Another important aspect of the process of first-language acquisition is that the learner participates in natural communication situations. Dulay and Burt (1973) define a natural communication situation as having two characteris-
tics: (1) the attention of the producer and the receiver is focused on the content of the message, not its form; and (2) the meaning of the communication is established by the existence of clearly understood referents.
Implications of the Nativistic and Cognitive Models for Second-Language Learning The nativistic and cognitive models of first-language learning imply the following tenets for second-language learning:
1. Competence must be developed first.
2. Language usage is based on the acquisition of rules.
3. Language usage is productive, i.e., the speaker can produce language appropriate to a given situation.
4. First-language learning proceeds from deep structure to surface structure. Second-language learning reverses this process. Might it be possible to provide insights into deep structure for adult learners prior to presenting them with surface structures of the language? McNeill (1965) mentions the possibility of teaching child grammar to adults in order that they first learn the deep structure.
5. Adult learners of a second language need assistance in formulating the appropriate hypotheses about language. The proper choice of explanation and exercises might assist them to internalize the necessary language competence.
6. Typically, the surface structure of the second language is imposed upon the deep structure of the native language. The teacher should expect this native-language influence and not be upset by it.

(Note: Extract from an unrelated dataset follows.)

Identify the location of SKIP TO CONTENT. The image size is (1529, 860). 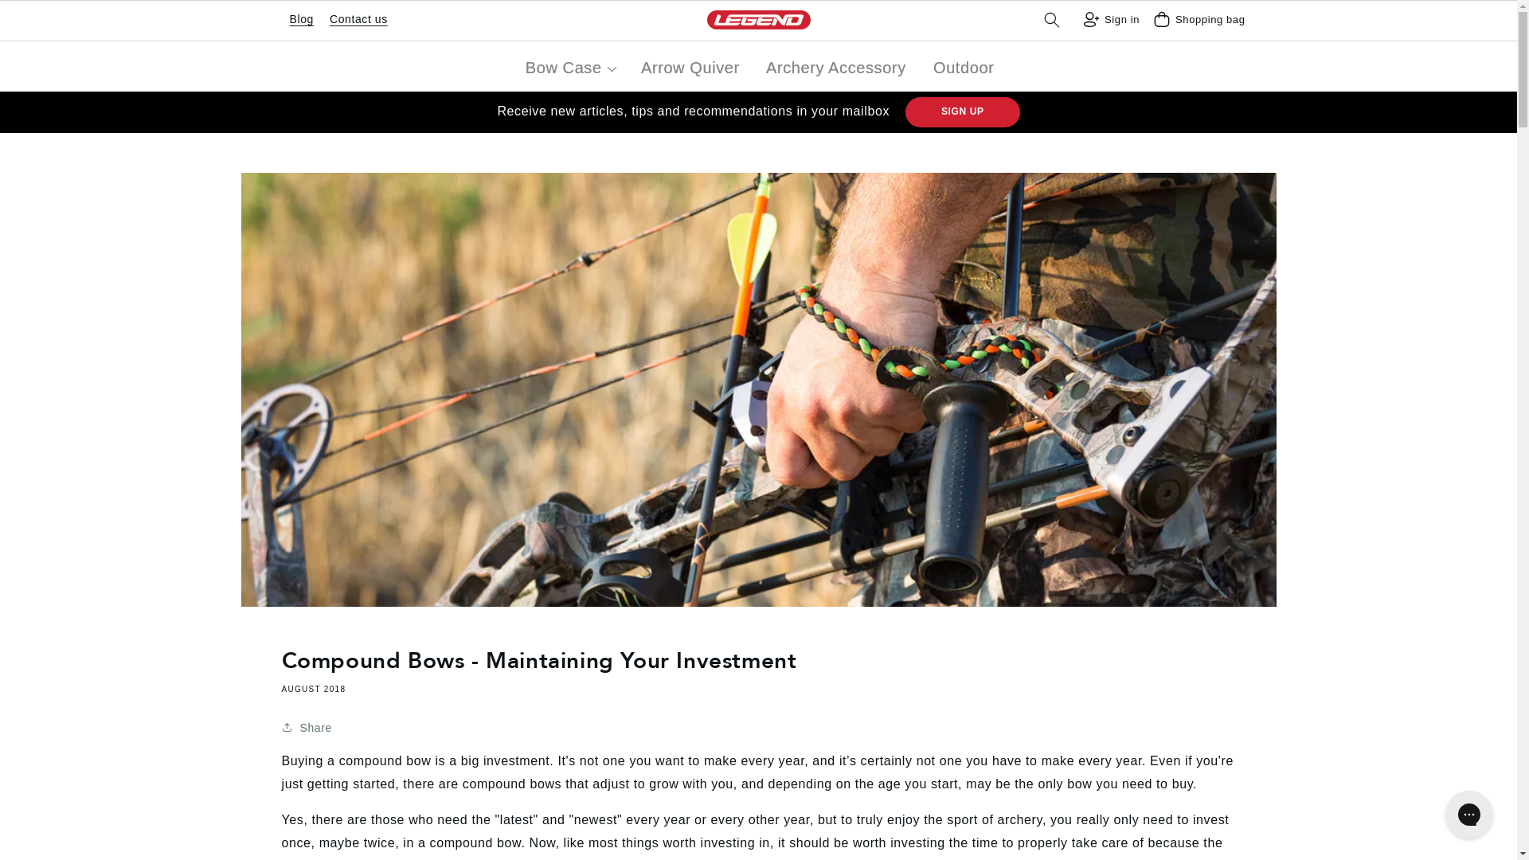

7. Language learners generate their own set of language rules. They then test the appropriateness of these rules by comparing them with the language they hear used.
8. The learner must be given opportunities to develop language hypotheses and to test them against the language model.
9. Communication does not require a perfected language system.
10. First-language learners focus on meaning rather than on syntax (Butler, 1974). Second-language teachers have tended to stress syntax rather than meaning.
11. The acquisition of irregular structures in first-language learning proceeds from (a) not using a particular structure to (b) occasional use with no errors or overgeneralizations to (c) increased use with errors and overgeneralizations to (d) correct usage (Butler, 1974). Certainly, second-language learners will pass through a period of incorrect usage or at least incomplete control of a pattern prior to total mastery of the structure.
12. Language learning and language usage are creative processes. Therefore, the second-language learner should participate in the "creative construction" use of language.
13. The teacher should concentrate on establishing natural communication situations for practice at the "real" language level. Communicative competence cannot be acquired in a vacuum, i.e., in situations devoid of meaning or meaningful purpose.